From Demo Code to Production Quality

With modern language model tools for coding, it’s very quick to get something up and running. You describe what you want, generate some code, add a few features in a partially working state, and before long you have a decent demo. The workflow is straightforward and follows the normal use of the app: you focus on the main user journey, tweak things here and there until it works “well enough,” and you stay mostly on the happy path. For a demo, that’s perfectly fine.

The situation changes completely when you need software that is good enough for production. Especially production at larger scale, with many users or critical functionality. This includes systems that handle important data, affect life and health, control physical devices, or involve a lot of money. In those cases, it’s not enough to stay on the happy path in your development flow. You have to go into the details, consider variants and edge cases, and build real robustness. You need to ask: do the transactions hold under failure and concurrency? Does the performance hold up under real load? Is the security actually good enough against realistic threats? “What if this happens?” becomes the question you ask everywhere.

Language model tools can be excellent for this kind of work as well. You can use them systematically to go through all components, methods, functions, and calculations. You can look for obvious errors and missing checks, find logical weaknesses, and identify improvements at the component level. You can also use them to think about how components work together: where data can get out of sync, how errors propagate through the system, and where you need stronger guarantees.

The important point is that the tool does not decide how you work or what you focus on. The developer does. You set the quality bar. You choose whether to stop at a demo that works on the happy path, or to go further and build something that can handle real-world conditions. Being satisfied with a happy-path demo version is completely fine, as long as you treat it as a demo. What you should not do is present that demo as finished, production-quality software—especially not when there are many users, critical functions, or real consequences involved.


**Your objective:** A faithful, complete copy of the entries below is required, with images removed.

____________

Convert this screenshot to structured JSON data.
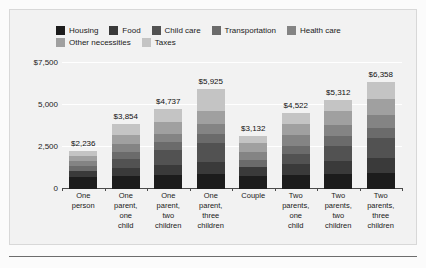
{
  "chart_data": {
    "type": "bar",
    "subtype": "stacked-bar",
    "title": "",
    "xlabel": "",
    "ylabel": "",
    "ylim": [
      0,
      7500
    ],
    "grid": true,
    "legend_position": "top",
    "ytick_labels": [
      "$7,500",
      "5,000",
      "2,500",
      "0"
    ],
    "ytick_values": [
      7500,
      5000,
      2500,
      0
    ],
    "categories": [
      "One person",
      "One parent, one child",
      "One parent, two children",
      "One parent, three children",
      "Couple",
      "Two parents, one child",
      "Two parents, two children",
      "Two parents, three children"
    ],
    "category_lines": [
      [
        "One",
        "person"
      ],
      [
        "One",
        "parent,",
        "one",
        "child"
      ],
      [
        "One",
        "parent,",
        "two",
        "children"
      ],
      [
        "One",
        "parent,",
        "three",
        "children"
      ],
      [
        "Couple"
      ],
      [
        "Two",
        "parents,",
        "one",
        "child"
      ],
      [
        "Two",
        "parents,",
        "two",
        "children"
      ],
      [
        "Two",
        "parents,",
        "three",
        "children"
      ]
    ],
    "totals": [
      2236,
      3854,
      4737,
      5925,
      3132,
      4522,
      5312,
      6358
    ],
    "total_labels": [
      "$2,236",
      "$3,854",
      "$4,737",
      "$5,925",
      "$3,132",
      "$4,522",
      "$5,312",
      "$6,358"
    ],
    "series": [
      {
        "name": "Housing",
        "color": "#1c1c1c",
        "values": [
          740,
          800,
          840,
          880,
          800,
          860,
          900,
          940
        ]
      },
      {
        "name": "Food",
        "color": "#3a3a3a",
        "values": [
          300,
          430,
          560,
          700,
          520,
          640,
          780,
          920
        ]
      },
      {
        "name": "Child care",
        "color": "#525252",
        "values": [
          0,
          560,
          900,
          1180,
          0,
          560,
          900,
          1180
        ]
      },
      {
        "name": "Transportation",
        "color": "#6b6b6b",
        "values": [
          330,
          420,
          470,
          520,
          430,
          520,
          560,
          600
        ]
      },
      {
        "name": "Health care",
        "color": "#848484",
        "values": [
          290,
          460,
          520,
          600,
          480,
          610,
          680,
          760
        ]
      },
      {
        "name": "Other necessities",
        "color": "#a0a0a0",
        "values": [
          330,
          560,
          670,
          790,
          520,
          700,
          810,
          930
        ]
      },
      {
        "name": "Taxes",
        "color": "#c4c4c4",
        "values": [
          246,
          624,
          777,
          1255,
          382,
          632,
          682,
          1028
        ]
      }
    ]
  },
  "legend": {
    "rows": [
      [
        "Housing",
        "Food",
        "Child care",
        "Transportation",
        "Health care"
      ],
      [
        "Other necessities",
        "Taxes"
      ]
    ]
  }
}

____________

**Output for this exercise:**
Convert this screenshot to structured JSON data.
{
  "chart_data": {
    "type": "bar",
    "subtype": "stacked-bar",
    "title": "",
    "xlabel": "",
    "ylabel": "",
    "ylim": [
      0,
      7500
    ],
    "grid": true,
    "legend_position": "top",
    "ytick_labels": [
      "$7,500",
      "5,000",
      "2,500",
      "0"
    ],
    "ytick_values": [
      7500,
      5000,
      2500,
      0
    ],
    "categories": [
      "One person",
      "One parent, one child",
      "One parent, two children",
      "One parent, three children",
      "Couple",
      "Two parents, one child",
      "Two parents, two children",
      "Two parents, three children"
    ],
    "category_lines": [
      [
        "One",
        "person"
      ],
      [
        "One",
        "parent,",
        "one",
        "child"
      ],
      [
        "One",
        "parent,",
        "two",
        "children"
      ],
      [
        "One",
        "parent,",
        "three",
        "children"
      ],
      [
        "Couple"
      ],
      [
        "Two",
        "parents,",
        "one",
        "child"
      ],
      [
        "Two",
        "parents,",
        "two",
        "children"
      ],
      [
        "Two",
        "parents,",
        "three",
        "children"
      ]
    ],
    "totals": [
      2236,
      3854,
      4737,
      5925,
      3132,
      4522,
      5312,
      6358
    ],
    "total_labels": [
      "$2,236",
      "$3,854",
      "$4,737",
      "$5,925",
      "$3,132",
      "$4,522",
      "$5,312",
      "$6,358"
    ],
    "series": [
      {
        "name": "Housing",
        "color": "#1c1c1c",
        "values": [
          740,
          800,
          840,
          880,
          800,
          860,
          900,
          940
        ]
      },
      {
        "name": "Food",
        "color": "#3a3a3a",
        "values": [
          300,
          430,
          560,
          700,
          520,
          640,
          780,
          920
        ]
      },
      {
        "name": "Child care",
        "color": "#525252",
        "values": [
          0,
          560,
          900,
          1180,
          0,
          560,
          900,
          1180
        ]
      },
      {
        "name": "Transportation",
        "color": "#6b6b6b",
        "values": [
          330,
          420,
          470,
          520,
          430,
          520,
          560,
          600
        ]
      },
      {
        "name": "Health care",
        "color": "#848484",
        "values": [
          290,
          460,
          520,
          600,
          480,
          610,
          680,
          760
        ]
      },
      {
        "name": "Other necessities",
        "color": "#a0a0a0",
        "values": [
          330,
          560,
          670,
          790,
          520,
          700,
          810,
          930
        ]
      },
      {
        "name": "Taxes",
        "color": "#c4c4c4",
        "values": [
          246,
          624,
          777,
          1255,
          382,
          632,
          682,
          1028
        ]
      }
    ]
  },
  "legend": {
    "rows": [
      [
        "Housing",
        "Food",
        "Child care",
        "Transportation",
        "Health care"
      ],
      [
        "Other necessities",
        "Taxes"
      ]
    ]
  }
}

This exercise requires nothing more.